More proof that young people today are tards

Kwazy

Shared on Wed, 02/25/2009 - 08:13

I yearn for the simpler days of my youth when Goth kids would make superficial cuts on their forearms with steak knives and then listen to Joy Division cassettes in the parking lot of the Waffle House.

Radiologists uncover, label new teen affliction

‘Self-embedding disorder’ now being tracked


Researchers evaluating a new technique for locating and removing objects accidentally embedded in the body say they may have uncovered a new form of self-mutilating behavior in which teenagers intentionally insert objects into their flesh.

Personnel at Nationwide Children’s Hospital in Columbus, Ohio, report extracting 52 foreign objects that 10 teenage girls deliberately embedded in their arms, hands, feet, ankles and necks over the last three years, including needles, staples, wood, stone, glass, pencil lead and a crayon.
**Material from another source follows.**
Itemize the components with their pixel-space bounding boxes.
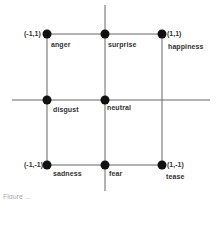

One patient had inserted 11 objects, including an unfolded metal paper clip more than 6 inches long.

The study, presented Wednesday at the annual meeting of the Radiological Society of North America in Chicago, is the first to report on this type of self-inflicted injury among teenagers, the researchers said. They call the behavior “self-embedding disorder.”

Dr. William E. Shiels II, the study’s principal investigator and the hospital’s chief of radiology, said that uncovering the behavior was unexpected but that researchers are now hearing about cases in other cities. The hospital recently set up a national registry to track incidents and conduct research.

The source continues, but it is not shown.